The Mudcat Café TM
Thread #99170   Message #2146742
Posted By: Charley Noble
11-Sep-07 - 05:26 PM
Thread Name: Old Sailor-Poets (early 1900's)
Subject: RE: Old Sailor-Poets (early 1900's)
Here's another one from Bill Adams focused on the grief of a flashgirl for a young sailor friend that she's just learned was lost at sea:

From WIND IN THE TOPSAILS, edited by Bill Adams,
Published by George G. Harrap & Co., London, UK, © 1931, p. 24.

Sailor's Mourner

"Gawd!" said a gal o' the Barbary Coast —
She was dancin' wi' me —
"Is it true, lad, that Larry, young Larry, was lost
From his ship out at sea?"

An' I says to her, "Aye! 'Tis true sure enough
That poor Larry was drowned."
An' "Gawd," said the gal o' the Coast, "but it's tough!
An' the poor boy home-bound!"

The fiddles they played on the Barbary shore
An' the dancers' feet flew,
An' "Gawd," said the gal, the young Barbary whore
"'Tis too bad that it's true!"

She trembled her lip, an' she dropped a salt tear
On paint an' on powder;
An' the crimps they came round wi' the foam on the beer,
An' the laughter grew louder.

"There's a new dance is startin'," says I to her then;
"Will ye dance it wi' me?"
An' the fiddles tuned up, an' we danced once again,
An' forgot the cold sea.

Notes:

The "Barbary Coast" was the neighborhood adjacent to the harbor area in San Francisco which was filled with bars, dance halls, brothels and other things of interest to the sailor ashore.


Exercise>
Wherever the listing holds a picture, leave it out, and copy the remainder exactly.

Supplied entries>
- - -

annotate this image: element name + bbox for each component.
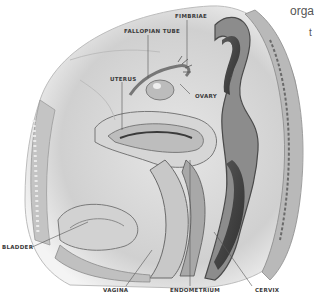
label-uterus: UTERUS	[110, 76, 136, 82]
text-fragment-organ: organ	[290, 4, 314, 18]
label-vagina: VAGINA	[103, 287, 128, 293]
anatomy-figure: FIMBRIAE FALLOPIAN TUBE UTERUS OVARY BLA…	[0, 0, 314, 304]
label-bladder: BLADDER	[2, 244, 33, 250]
text-fragment-edge: t	[309, 27, 312, 38]
label-ovary: OVARY	[195, 93, 217, 99]
label-fimbriae: FIMBRIAE	[175, 13, 207, 19]
label-fallopian-tube: FALLOPIAN TUBE	[124, 28, 180, 34]
illustration-drawing	[0, 0, 314, 304]
label-endometrium: ENDOMETRIUM	[170, 287, 220, 293]
label-cervix: CERVIX	[255, 287, 279, 293]
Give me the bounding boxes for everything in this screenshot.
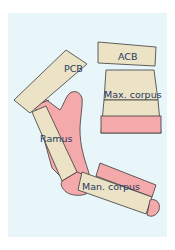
diagram: PCB ACB Max. corpus Ramus Man. corpus — [0, 0, 175, 250]
label-max-corpus: Max. corpus — [104, 89, 162, 100]
label-acb: ACB — [118, 51, 137, 62]
label-man-corpus: Man. corpus — [82, 181, 140, 192]
label-pcb: PCB — [64, 63, 83, 74]
label-ramus: Ramus — [40, 133, 72, 144]
max-corpus-soft-tissue — [101, 116, 161, 133]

- - -

Task output>
annotate this image: element name + bbox for each component.
label-uterus: UTERUS	[110, 76, 136, 82]
text-fragment-organ: organ	[290, 4, 314, 18]
label-vagina: VAGINA	[103, 287, 128, 293]
anatomy-figure: FIMBRIAE FALLOPIAN TUBE UTERUS OVARY BLA…	[0, 0, 314, 304]
label-bladder: BLADDER	[2, 244, 33, 250]
text-fragment-edge: t	[309, 27, 312, 38]
label-ovary: OVARY	[195, 93, 217, 99]
label-fimbriae: FIMBRIAE	[175, 13, 207, 19]
label-fallopian-tube: FALLOPIAN TUBE	[124, 28, 180, 34]
illustration-drawing	[0, 0, 314, 304]
label-endometrium: ENDOMETRIUM	[170, 287, 220, 293]
label-cervix: CERVIX	[255, 287, 279, 293]
Give me the bounding boxes for everything in this screenshot.
diagram: PCB ACB Max. corpus Ramus Man. corpus — [0, 0, 175, 250]
label-max-corpus: Max. corpus — [104, 89, 162, 100]
label-acb: ACB — [118, 51, 137, 62]
label-man-corpus: Man. corpus — [82, 181, 140, 192]
label-pcb: PCB — [64, 63, 83, 74]
label-ramus: Ramus — [40, 133, 72, 144]
max-corpus-soft-tissue — [101, 116, 161, 133]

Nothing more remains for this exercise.